HISTORY BOOK CLUB FUTURE TOPICS
2018-2019


Wednesday, November 28, 2018: Guns in American History. E.g. American Revolution and the Minutemen; Going West with new technology: six guns, repeating rifles, Twentieth Century automatic weapons after World War I: pistols, rifles, Tommy guns, The St. Valentine’s Massacres of 1929 and 2018. Control vs. freedom of gun use. and Machine Gun laws, mass shootings in America: rifles, pistols, military style weapons, Guns laws in 21st century America. [Suggested by William Tobin]

December 2018: No meeting.

2019



Wednesday, January 30, 2019: Horses in History. The clattering of hooves pierced the dark stillness of the Austrian night. It is the fall of 1855. The gilded Ambruster Dress Carriage, a beautiful vehicle trimmed in glimmering black paint and shiny gold leaf showed that Emperor Franz Joseph was arriving. Read any book about horses, from Caligula to Triple Crown, from Richard III to Pony Express, from mythology (Pegasus) to literature (Arabian Nights) or music (Von SuppĂ©’s Light Cavalry Overture), from battle tactics (Genghis Kahn, Templars, conquistadors, light cavalry of Napoleon) to transportation and military logistics, from money making business of breeding to prestige and rivalry of kings and sheikhs, from fundamental needs in agriculture to the vanity of Derby fashion. [Suggested by Janos Posfai]

Wednesday, February 27, 2019: Medical Discoveries in History.
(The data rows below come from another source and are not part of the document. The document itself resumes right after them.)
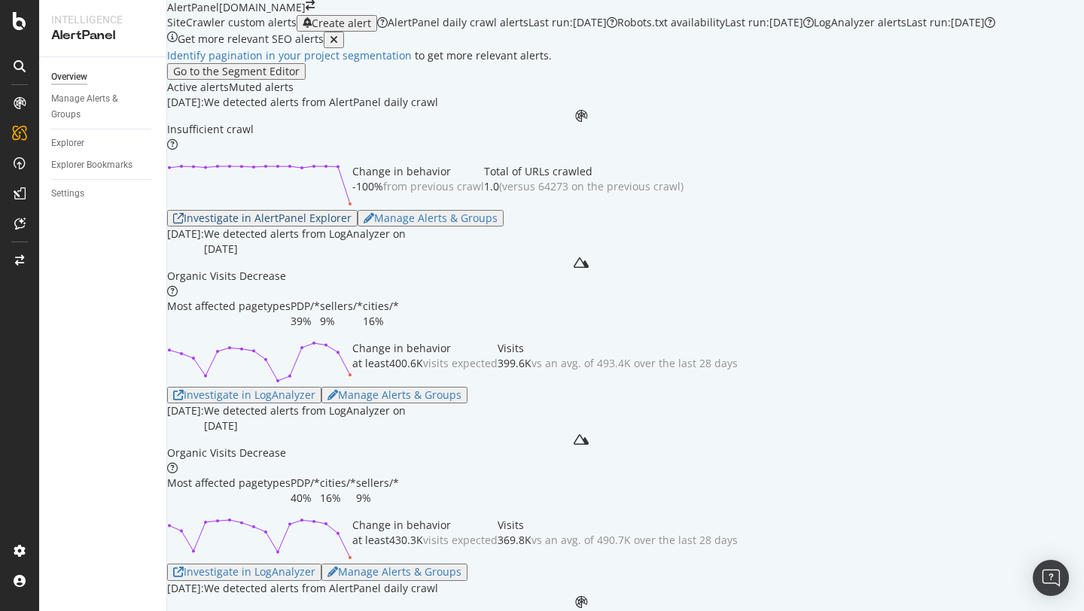 The width and height of the screenshot is (1084, 611). I want to click on div: Investigate in AlertPanel Explorer, so click(262, 218). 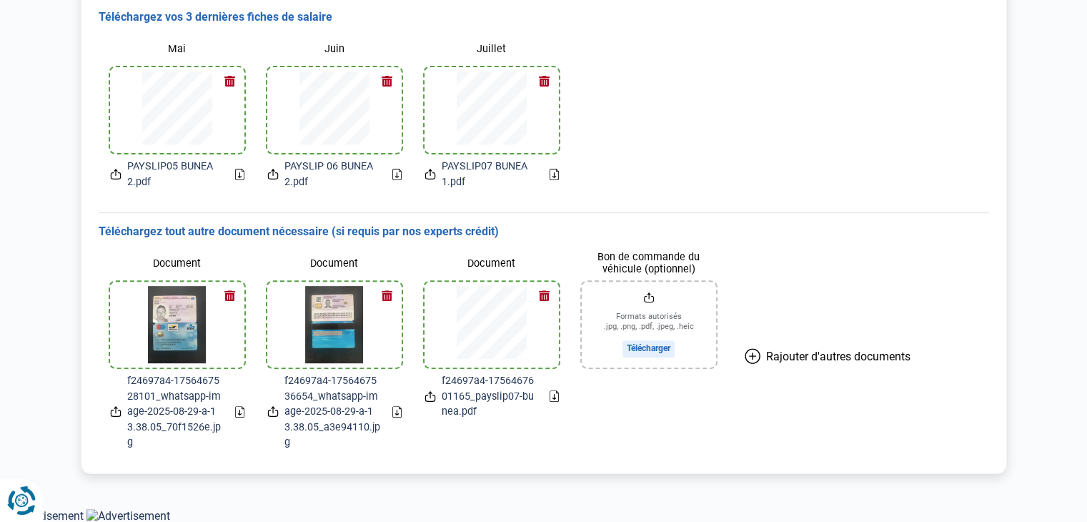 I want to click on h3: Téléchargez tout autre document nécessaire (si requis par nos experts crédit), so click(x=544, y=232).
Germs, Anesthesia, Inoculations against Measles, Mumps, Rubella, Polio; Birth Control; Mental Illness, X-Ray Insulin, Pasteurization, Penicillin.

Wednesday, March 27, 2019: Intelligence Gathering and Spying in History: Julius Caesar’s Spy Network; Sun-Tzu, Julius and Ethel Rosenberg, Espionage Act of 1917, the KGB, MI-5, the OSS, CIA, Pinkerton’s Union Spies, Confederate Spies.
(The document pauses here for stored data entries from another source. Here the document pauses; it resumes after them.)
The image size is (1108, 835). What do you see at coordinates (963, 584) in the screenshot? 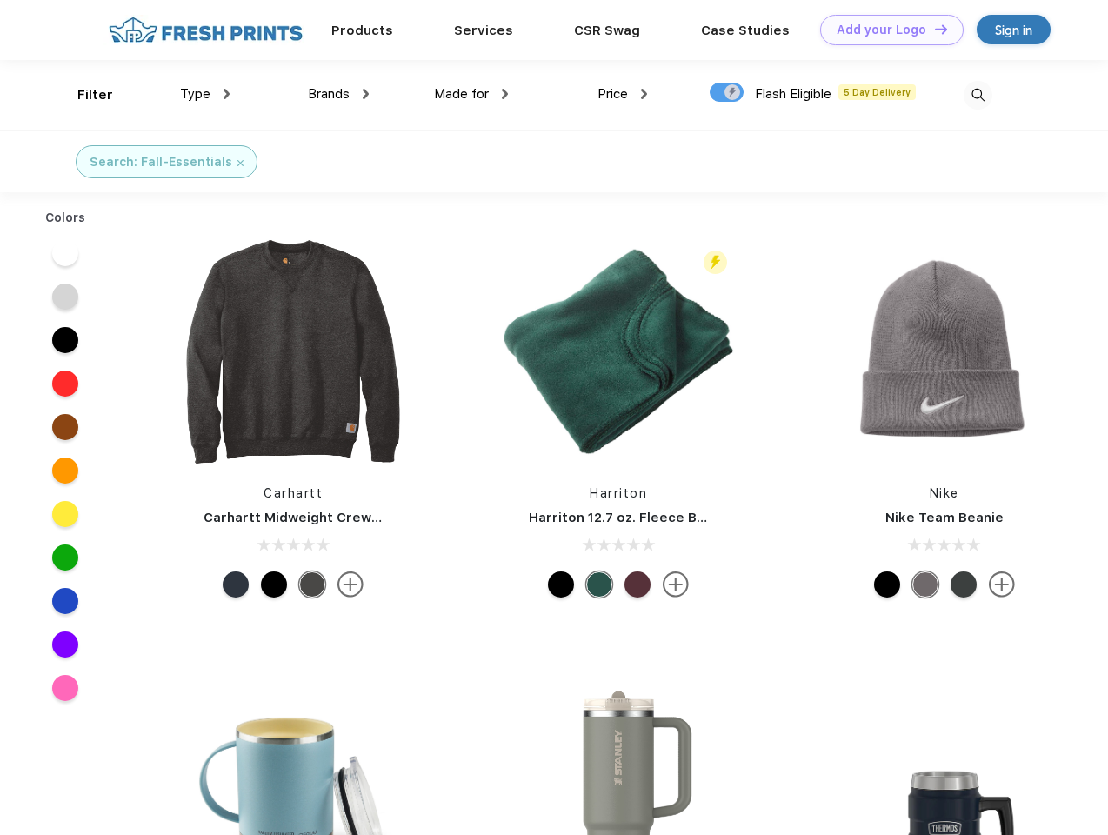
I see `div: Anthracite` at bounding box center [963, 584].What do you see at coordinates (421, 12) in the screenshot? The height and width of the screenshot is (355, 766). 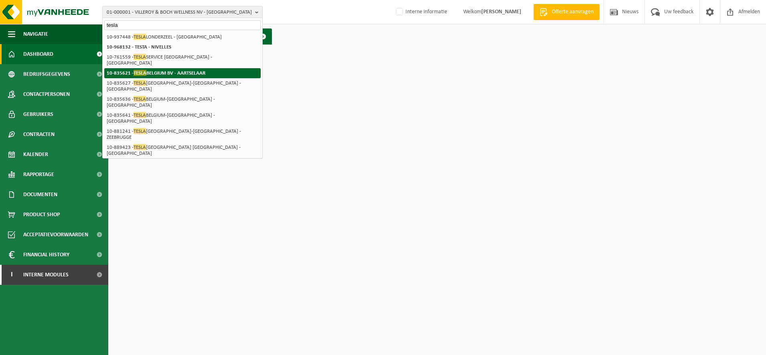 I see `label: Interne informatie` at bounding box center [421, 12].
Wednesday, April 24, 2019: From Fur Trappers to Fishermen to Settlers: How Montréal began; Plymouth; Salem; Gloucester; New Amsterdam; The early colonization of America.
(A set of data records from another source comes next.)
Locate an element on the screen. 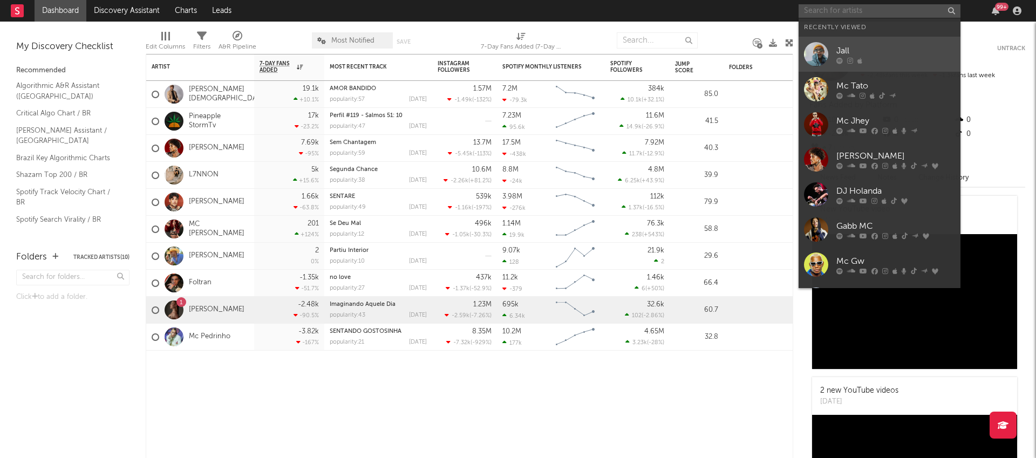 The width and height of the screenshot is (1036, 458). span: +543 % is located at coordinates (653, 235).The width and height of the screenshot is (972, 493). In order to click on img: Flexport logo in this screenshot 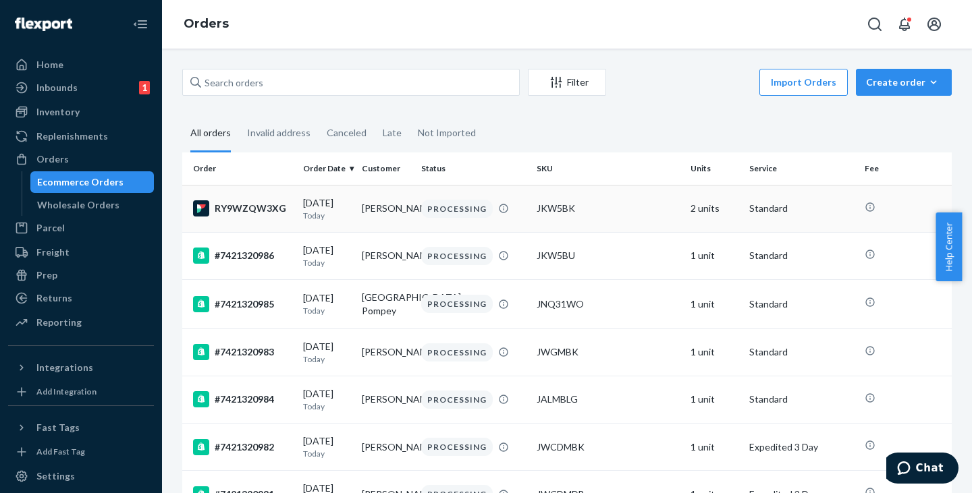, I will do `click(43, 24)`.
Wednesday, May 29, 2019: Progressive America in the first two decades of the Twentieth Century: Teddy Roosevelt and the Robber Barons; Woodrow Wilson and World War I.

Wednesday, June 26, 2019: Westward Ho: the westward expansion of America; Manifest Destiny; The Louisiana Purchase and Lewis and Clark; James K. Polk; The Union Pacific.

Wednesday, July 31, 2019: The Crusades—what caused them? The Seljuk Turks; Pisa, Genoa, Venice and Amalfi; Byzantium and Jerusalem; The Children’s Crusade; Attacking the Jews in Germany; The Popes and Kings; Saladin and Richard I of the Lion Heart; how the Christians massacred Moslems and Jews and made Moslems intolerant.